In the technology world, despite the discipline of Human Computer Interaction (HCI) design, which has been around a few decades, the term “user” is bandied about as the default term for people who use software and hardware. HCI spawned what is today known as UI (User Interface) and UX (User Experience) which are the professionals who determine the look and feel of software products and hardware and the experience that “users” will have with these creations.
We take a bit of an exception to the term “user” and here’s why. We’re not the first and likely not the last and it may be an entirely losing battle since industry has adopted this term. Internally, we always use the terms HI and HX, substituting user for human.
The problem is the word “user” as it is dissociative from a human. If a human is going to use an app or piece of hardware, it needs to understand one critical aspect the “user” doesn’t account for…humans are quirky. Humans always do things we don’t expect. Good UX/UI designers understand this very well, which is why they like to talk to humans first, which drives coders bonkers. Coders just want to get the job done, the sprint finished.
The problem with the word “user” is that it doesn’t consider the human. It considers an abstract theory of something that will work within the strictures of the system and that every something that uses that system will behave in predictable ways. For example, Alexander Bell designed the telephone to share opera music with the world. How did that turn out? Twitter was designed to be a system that enabled ambulance crews to communicate with the ER en route to hospital…instead it is used by an American president to discuss his toilet habits.
The top notch UX and UI designers understand this well and they account for quirky humans as they develop systems. Whether or not the company decides to pay attention to that is another matter altogether. We’ve seen superb UX designs shot down by startup entrepreneurs who want to ship and break things…who end up breaking it so badly no humans want to use it or enterprises that would prefer the humans behave like robots and deny the vagaries of the human mind and wonder why they’re off budget and have to kill the project.
We’d argue that UX and UI should become HX and HI, but we know that’s unlikely to happen. Humans are weird that way, but hey, that’s what we get.
When you sit back and talk to humans, have interviews and watch what humans do with a competitive or similar product and you look at what really happens operationally in an organisation, you discover some really cool things and that leads to products designed for humans, not users.
More Insights: You might also like this article on using design thinking in the digital transformation process.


What to work on: Filtering the records below, copy only those lines that include the word "Application".
+++
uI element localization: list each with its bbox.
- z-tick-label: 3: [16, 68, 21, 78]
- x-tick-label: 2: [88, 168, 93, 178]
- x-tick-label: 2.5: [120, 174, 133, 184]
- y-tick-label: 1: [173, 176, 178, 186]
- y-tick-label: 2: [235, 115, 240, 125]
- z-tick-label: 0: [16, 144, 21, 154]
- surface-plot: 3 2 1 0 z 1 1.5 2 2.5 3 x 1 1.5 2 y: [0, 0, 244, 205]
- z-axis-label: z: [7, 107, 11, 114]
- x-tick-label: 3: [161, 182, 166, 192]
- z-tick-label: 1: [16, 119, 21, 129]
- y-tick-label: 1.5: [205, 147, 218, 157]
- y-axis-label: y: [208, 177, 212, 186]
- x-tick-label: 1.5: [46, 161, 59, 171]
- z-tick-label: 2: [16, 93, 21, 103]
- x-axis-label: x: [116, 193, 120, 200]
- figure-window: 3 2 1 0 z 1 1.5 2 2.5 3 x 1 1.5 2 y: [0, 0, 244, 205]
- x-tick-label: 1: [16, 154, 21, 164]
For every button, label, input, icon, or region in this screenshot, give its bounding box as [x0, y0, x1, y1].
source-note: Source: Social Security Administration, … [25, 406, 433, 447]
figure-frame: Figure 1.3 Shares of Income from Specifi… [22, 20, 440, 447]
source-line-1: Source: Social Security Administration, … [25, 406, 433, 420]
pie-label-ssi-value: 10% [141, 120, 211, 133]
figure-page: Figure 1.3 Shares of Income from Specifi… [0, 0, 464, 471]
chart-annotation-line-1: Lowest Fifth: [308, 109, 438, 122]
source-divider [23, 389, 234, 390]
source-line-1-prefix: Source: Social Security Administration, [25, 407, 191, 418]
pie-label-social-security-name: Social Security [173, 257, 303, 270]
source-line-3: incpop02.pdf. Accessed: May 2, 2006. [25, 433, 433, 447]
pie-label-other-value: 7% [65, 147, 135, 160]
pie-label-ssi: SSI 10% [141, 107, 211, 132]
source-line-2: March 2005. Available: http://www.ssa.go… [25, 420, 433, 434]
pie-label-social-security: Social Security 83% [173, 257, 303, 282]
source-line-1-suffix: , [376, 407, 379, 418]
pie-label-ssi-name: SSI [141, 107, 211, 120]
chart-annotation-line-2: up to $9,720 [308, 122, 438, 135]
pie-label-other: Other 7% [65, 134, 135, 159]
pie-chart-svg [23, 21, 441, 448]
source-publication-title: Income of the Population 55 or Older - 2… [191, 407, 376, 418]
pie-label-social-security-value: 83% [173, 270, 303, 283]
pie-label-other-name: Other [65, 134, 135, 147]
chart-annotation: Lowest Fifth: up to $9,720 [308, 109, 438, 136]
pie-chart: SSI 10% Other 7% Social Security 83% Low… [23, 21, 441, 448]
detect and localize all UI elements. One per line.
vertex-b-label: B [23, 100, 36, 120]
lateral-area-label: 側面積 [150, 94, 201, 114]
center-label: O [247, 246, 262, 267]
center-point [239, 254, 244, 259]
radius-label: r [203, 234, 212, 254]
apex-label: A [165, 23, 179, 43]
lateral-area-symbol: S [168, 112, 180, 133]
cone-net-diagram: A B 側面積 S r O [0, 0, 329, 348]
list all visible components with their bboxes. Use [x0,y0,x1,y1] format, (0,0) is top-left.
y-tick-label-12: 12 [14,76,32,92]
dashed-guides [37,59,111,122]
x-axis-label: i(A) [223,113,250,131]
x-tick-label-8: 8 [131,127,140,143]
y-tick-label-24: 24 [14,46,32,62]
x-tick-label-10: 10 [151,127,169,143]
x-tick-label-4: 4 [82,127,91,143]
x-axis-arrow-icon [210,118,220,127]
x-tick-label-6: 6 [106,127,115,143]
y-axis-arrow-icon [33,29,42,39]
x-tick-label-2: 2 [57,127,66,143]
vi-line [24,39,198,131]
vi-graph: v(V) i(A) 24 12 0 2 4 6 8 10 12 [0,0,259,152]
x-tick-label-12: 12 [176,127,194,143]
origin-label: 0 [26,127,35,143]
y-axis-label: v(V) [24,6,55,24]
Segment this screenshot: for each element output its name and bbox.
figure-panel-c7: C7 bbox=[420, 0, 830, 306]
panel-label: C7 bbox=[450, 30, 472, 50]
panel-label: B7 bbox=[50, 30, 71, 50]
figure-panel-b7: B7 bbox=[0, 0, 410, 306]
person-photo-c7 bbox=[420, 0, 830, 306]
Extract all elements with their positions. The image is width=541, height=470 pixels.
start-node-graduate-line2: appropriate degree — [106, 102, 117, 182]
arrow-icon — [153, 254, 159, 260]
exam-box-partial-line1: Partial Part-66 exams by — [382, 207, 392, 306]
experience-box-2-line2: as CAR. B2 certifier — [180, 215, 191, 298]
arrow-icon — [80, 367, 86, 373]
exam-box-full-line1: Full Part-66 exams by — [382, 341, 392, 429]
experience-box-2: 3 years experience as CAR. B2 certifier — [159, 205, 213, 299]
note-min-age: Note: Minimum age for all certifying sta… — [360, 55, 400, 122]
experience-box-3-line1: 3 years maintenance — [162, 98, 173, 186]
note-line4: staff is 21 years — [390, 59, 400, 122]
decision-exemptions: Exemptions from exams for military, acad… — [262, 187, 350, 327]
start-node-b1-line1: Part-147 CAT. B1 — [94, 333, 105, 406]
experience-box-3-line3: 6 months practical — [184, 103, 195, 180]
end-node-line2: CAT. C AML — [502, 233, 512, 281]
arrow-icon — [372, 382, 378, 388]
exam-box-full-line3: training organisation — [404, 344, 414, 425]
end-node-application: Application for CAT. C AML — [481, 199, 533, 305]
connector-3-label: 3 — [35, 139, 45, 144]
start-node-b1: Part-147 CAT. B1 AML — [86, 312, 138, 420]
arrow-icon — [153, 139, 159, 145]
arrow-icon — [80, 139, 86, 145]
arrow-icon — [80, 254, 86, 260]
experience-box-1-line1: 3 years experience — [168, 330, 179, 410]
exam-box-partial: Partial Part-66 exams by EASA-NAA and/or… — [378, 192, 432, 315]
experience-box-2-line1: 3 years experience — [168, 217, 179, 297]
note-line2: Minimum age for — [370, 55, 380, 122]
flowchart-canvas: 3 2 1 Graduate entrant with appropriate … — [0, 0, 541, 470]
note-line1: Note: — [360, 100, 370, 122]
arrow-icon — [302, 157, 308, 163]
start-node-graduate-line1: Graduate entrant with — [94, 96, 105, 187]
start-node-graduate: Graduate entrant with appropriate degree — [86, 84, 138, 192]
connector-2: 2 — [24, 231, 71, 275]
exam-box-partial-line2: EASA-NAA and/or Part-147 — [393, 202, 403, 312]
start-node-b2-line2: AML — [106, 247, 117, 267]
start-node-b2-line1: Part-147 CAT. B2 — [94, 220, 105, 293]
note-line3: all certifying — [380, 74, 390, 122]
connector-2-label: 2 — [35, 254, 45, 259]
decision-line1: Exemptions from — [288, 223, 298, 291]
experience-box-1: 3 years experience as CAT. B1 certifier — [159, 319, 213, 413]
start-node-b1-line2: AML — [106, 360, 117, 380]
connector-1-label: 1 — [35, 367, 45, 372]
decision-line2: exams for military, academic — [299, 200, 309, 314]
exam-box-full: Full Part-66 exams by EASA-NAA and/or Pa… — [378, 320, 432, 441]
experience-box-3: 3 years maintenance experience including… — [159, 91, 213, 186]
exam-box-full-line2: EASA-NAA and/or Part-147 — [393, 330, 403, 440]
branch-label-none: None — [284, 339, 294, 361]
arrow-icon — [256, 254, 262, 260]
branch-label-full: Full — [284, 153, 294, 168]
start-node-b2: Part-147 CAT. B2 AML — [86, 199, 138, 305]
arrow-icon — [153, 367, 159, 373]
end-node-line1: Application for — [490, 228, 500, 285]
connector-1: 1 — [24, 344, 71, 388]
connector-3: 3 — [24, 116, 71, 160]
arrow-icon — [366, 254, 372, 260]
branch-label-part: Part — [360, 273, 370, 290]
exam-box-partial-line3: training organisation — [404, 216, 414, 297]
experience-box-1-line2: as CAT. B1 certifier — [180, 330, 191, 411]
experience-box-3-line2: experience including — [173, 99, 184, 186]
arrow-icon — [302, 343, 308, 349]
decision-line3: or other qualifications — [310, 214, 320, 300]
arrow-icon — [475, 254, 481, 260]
+++
Finished task:
end-node-application: Application for CAT. C AML — [481, 199, 533, 305]
end-node-line1: Application for — [490, 228, 500, 285]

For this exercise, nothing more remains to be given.